Stephen Dunn/Getty ImagesBuster Posey is safe at home with San Francisco’s second run of the game.
Madison Bumgarner has the same last name that James Garner was born with, which is enough to make me wish that Jim Rockford would solve the Dodgers’ criminal woes. Or that at least there might be an appearance by an angel.
Instead, the Dodgers dropped their fifth straight game, 5-2 to San Francisco. The Dodgers fell six games behind San Diego in the National League West and 2 1/2 behind Cincinnati for the NL wild card.
In his first major-league appearance of 2010, James McDonald looked good in a 1-2-3 first inning and escaped a bases-loaded, none-out jam of his own creation in the second inning. But then came two runs with two out in the third, and then more painfully, a two-run homer by No. 8 hitter Nate Schierholtz in the fourth that gave the offensively challenged Giants a 4-0 lead behind their talented rookie Bumgarner. McDonald finished the night allowing 11 baserunners in his five innings.
Starting the bottom of the sixth, NL batting average leader Rafael Furcal moved into fifth place on the team in homers with his seventh of the season. Jamey Carroll singled, and two outs later, James Loney walked, sending the tying run to the plate and Bumgarner to the dugout. But the Dodgers didn’t tie the game, settling for a gift run thanks to a wild pitch by Guillermo Mota and a fielder’s choice grounder by Matt Kemp (3 for 4) on which Carroll was ruled (incorrectly, it appeared) to have touched home before Loney was tagged out.
In the bottom of the seventh, the Dodgers got another look at the game when two-out walks to Garret Anderson and Carroll sandwiched a Furcal single. Lefty Jeremy Affeldt came in to pitch to Ethier, who hasn’t done a whole lot with them all year. Ethier grounded to first.
San Francisco got an eighth-inning insurance run on what might have been another umpire mistake, a bases-loaded sacrifice fly on which other baserunners might have passed each other.
One more chance came for the Dodgers in the bottom of the ninth when Russell Martin and Furcal each got their third hits of the night, putting two runners on and the tying run at the plate with one out. Blake DeWitt struck out after taking a close 2-0 pitch for a strike.
That brought up Ethier, and it had been, what, a couple months since his most recent waving of walkoff magic. Giants closer Brian Wilson pitched carefully, walking Ethier to load the bases. But Wilson then struck out his sometimes-nemesis Casey Blake on three pitches.
There was no Rockford in Mudville tonight.
McDonald’s turn in the rotation comes next Saturday afternoon against the Mets. He, Carlos Monasterios (two shutout innings tonight) or John Ely are all candidates to take the turn.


» **WHAT YOU ARE ASKED TO DO**
How many separate lines of the data contain "lower"? Give the count and nothing else.

» **INFORMATION SHOWN**
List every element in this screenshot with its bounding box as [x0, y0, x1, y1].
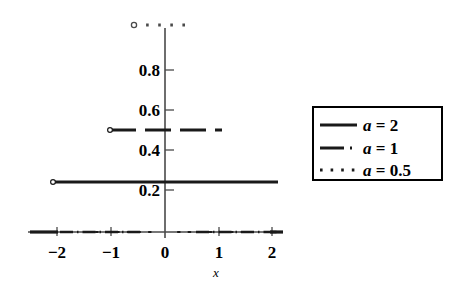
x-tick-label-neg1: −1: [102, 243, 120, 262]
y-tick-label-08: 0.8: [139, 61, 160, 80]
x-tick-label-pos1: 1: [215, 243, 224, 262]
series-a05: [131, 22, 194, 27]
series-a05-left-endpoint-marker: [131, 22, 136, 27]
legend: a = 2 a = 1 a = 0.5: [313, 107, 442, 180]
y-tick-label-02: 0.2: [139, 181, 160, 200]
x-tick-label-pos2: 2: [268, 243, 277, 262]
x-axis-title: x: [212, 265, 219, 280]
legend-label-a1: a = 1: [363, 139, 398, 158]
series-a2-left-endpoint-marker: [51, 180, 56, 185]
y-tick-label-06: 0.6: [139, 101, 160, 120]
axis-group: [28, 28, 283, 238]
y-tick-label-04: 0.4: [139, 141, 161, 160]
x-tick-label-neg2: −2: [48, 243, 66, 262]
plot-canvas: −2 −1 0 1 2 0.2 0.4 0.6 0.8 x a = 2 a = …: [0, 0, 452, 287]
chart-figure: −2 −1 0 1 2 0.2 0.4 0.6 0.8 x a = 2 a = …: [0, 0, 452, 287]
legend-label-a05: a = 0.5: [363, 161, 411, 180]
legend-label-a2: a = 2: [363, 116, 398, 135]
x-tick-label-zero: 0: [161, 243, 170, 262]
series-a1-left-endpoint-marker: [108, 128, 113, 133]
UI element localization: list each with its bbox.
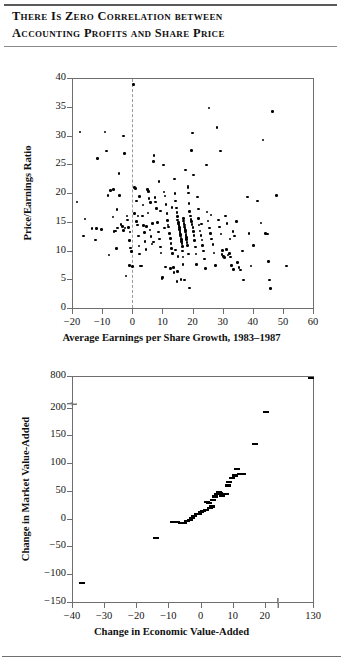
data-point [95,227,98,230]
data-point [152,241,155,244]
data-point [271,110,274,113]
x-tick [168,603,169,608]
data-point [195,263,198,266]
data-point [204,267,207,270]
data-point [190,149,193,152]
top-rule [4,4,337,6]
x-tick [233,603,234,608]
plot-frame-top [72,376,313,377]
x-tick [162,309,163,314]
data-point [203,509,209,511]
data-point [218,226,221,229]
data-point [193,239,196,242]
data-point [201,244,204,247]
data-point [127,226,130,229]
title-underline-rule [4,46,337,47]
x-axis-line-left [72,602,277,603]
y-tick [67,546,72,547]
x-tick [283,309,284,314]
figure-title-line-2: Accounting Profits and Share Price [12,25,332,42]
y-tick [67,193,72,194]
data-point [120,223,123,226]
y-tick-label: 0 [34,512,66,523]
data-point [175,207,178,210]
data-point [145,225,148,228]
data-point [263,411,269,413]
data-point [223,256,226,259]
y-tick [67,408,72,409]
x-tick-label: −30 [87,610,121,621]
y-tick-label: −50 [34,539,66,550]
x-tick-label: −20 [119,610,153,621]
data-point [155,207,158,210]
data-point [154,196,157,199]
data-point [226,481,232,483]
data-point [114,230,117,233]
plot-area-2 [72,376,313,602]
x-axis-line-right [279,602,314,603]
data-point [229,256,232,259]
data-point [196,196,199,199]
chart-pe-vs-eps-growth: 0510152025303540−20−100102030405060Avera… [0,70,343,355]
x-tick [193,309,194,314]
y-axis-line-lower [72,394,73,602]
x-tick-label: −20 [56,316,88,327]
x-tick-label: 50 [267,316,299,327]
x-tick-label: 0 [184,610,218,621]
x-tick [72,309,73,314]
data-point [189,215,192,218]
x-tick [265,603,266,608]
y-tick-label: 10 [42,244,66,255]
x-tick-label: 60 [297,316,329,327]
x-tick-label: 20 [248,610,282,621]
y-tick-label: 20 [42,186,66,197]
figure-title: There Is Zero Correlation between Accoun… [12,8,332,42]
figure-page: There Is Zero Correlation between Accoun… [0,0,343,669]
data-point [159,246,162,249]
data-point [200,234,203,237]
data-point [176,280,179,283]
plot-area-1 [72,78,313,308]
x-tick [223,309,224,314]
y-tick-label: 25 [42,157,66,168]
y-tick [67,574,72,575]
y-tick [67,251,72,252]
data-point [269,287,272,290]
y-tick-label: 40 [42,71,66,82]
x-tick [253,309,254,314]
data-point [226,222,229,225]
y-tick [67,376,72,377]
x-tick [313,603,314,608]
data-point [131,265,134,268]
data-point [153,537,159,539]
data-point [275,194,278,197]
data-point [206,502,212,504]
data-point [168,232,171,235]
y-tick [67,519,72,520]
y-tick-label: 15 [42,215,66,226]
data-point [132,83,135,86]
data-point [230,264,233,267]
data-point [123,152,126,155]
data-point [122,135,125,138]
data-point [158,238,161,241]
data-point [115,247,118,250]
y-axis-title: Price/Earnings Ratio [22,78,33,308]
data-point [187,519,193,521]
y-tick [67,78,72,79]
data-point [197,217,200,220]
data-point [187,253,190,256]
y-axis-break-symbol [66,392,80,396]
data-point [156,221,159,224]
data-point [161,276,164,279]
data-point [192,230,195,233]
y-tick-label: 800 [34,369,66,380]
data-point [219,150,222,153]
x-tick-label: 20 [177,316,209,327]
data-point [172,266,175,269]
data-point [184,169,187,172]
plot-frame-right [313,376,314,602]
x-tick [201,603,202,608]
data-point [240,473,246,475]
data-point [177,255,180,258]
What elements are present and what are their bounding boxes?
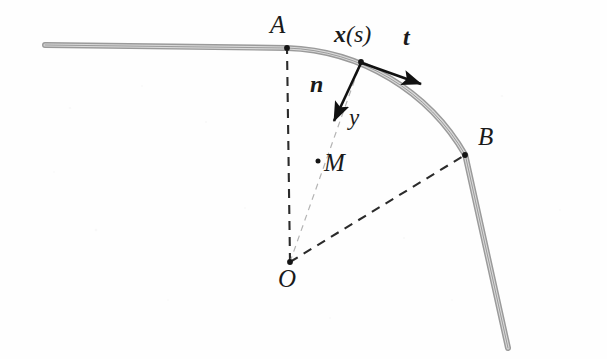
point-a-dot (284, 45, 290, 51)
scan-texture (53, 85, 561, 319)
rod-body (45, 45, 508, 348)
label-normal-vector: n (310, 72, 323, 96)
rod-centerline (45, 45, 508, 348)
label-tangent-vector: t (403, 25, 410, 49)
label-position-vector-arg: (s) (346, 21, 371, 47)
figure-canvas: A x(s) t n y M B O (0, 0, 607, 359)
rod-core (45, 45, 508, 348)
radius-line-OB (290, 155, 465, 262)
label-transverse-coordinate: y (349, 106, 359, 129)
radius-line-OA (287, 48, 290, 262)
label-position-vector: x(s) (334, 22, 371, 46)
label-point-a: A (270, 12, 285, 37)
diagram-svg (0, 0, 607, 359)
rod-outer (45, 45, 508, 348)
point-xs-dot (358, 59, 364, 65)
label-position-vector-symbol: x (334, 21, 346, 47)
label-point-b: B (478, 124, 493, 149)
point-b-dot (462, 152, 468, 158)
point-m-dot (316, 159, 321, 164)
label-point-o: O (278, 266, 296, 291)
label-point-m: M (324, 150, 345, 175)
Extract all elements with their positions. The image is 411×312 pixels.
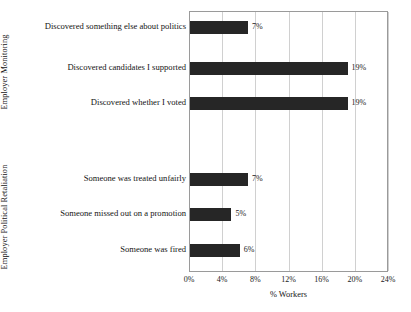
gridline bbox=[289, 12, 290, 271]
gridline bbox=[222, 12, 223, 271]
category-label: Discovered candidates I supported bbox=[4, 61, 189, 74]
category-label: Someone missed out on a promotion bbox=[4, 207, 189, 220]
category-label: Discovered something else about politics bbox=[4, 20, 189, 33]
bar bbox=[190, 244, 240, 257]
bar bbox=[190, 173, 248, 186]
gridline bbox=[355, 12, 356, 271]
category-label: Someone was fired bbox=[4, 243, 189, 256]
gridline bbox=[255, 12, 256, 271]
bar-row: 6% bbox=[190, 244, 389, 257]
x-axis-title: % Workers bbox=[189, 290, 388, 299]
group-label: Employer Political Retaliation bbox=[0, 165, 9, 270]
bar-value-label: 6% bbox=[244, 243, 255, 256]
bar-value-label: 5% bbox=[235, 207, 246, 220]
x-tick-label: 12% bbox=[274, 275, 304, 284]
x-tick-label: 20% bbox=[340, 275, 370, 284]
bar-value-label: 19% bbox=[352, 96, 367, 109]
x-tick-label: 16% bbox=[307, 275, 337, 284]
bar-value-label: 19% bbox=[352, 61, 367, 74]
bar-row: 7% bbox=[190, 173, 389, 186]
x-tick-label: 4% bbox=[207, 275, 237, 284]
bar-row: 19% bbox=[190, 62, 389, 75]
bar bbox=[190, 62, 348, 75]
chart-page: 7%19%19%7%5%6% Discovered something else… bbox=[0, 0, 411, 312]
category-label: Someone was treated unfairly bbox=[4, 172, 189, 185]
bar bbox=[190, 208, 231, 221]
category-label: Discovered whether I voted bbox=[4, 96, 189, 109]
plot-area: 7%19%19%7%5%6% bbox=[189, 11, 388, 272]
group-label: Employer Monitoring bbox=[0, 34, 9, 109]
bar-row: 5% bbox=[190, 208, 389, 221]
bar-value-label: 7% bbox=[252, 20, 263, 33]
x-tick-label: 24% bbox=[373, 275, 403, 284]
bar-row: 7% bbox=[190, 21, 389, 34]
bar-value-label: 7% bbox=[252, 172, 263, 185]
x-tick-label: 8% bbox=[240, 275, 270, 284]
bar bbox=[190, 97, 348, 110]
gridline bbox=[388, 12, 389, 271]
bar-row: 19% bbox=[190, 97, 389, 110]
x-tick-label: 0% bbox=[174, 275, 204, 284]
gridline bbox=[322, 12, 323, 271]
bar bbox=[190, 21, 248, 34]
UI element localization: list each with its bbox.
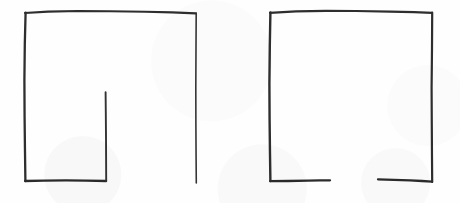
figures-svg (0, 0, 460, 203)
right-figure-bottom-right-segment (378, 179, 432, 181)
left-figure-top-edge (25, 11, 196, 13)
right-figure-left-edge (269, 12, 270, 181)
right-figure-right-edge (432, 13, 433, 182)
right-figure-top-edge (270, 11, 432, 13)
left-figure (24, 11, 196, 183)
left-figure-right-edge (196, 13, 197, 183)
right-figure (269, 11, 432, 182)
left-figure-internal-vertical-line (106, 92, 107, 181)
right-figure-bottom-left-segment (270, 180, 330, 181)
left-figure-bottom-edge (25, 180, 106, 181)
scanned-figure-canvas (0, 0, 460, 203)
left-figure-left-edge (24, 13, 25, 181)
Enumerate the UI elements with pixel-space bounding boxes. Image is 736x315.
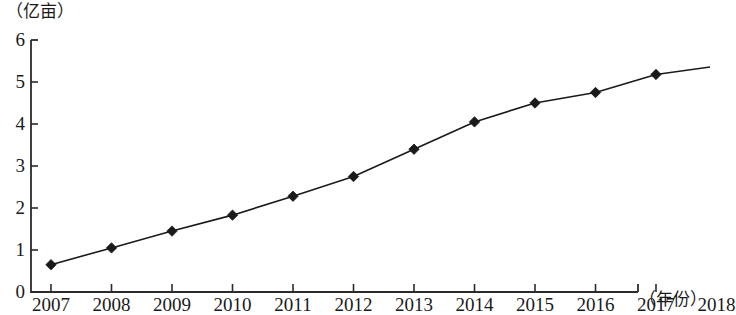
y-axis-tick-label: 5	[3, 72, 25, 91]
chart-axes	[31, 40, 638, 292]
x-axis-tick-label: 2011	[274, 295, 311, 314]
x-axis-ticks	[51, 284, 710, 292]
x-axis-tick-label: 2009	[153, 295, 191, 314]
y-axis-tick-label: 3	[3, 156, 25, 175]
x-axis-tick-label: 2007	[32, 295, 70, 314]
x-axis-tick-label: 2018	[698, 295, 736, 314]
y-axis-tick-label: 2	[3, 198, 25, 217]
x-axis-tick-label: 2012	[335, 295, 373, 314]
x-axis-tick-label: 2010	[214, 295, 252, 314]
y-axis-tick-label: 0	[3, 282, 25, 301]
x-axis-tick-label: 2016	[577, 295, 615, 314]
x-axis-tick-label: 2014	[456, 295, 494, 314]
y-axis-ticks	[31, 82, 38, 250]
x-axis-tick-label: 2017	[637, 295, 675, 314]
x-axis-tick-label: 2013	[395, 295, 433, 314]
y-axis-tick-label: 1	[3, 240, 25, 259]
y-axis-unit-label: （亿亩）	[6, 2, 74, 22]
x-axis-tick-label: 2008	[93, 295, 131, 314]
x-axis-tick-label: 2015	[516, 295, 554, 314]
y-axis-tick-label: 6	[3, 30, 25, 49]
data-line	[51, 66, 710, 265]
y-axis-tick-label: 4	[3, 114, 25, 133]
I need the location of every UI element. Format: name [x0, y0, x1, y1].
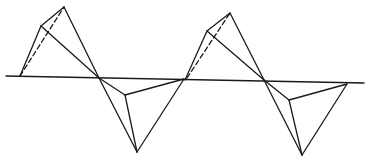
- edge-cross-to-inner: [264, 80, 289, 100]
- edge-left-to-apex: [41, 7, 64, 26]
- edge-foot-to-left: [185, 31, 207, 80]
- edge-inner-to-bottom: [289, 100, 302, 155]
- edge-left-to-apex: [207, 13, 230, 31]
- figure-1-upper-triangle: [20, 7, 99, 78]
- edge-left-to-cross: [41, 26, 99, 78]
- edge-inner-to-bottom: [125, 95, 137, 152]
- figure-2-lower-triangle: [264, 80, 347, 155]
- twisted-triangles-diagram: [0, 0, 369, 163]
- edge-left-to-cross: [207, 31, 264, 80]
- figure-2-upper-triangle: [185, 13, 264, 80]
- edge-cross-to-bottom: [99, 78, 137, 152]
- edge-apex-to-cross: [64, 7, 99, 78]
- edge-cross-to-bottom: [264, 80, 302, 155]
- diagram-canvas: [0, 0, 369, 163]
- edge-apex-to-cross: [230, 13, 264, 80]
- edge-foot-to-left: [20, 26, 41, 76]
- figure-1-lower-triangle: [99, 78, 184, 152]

» **RESPONSE BOX**
3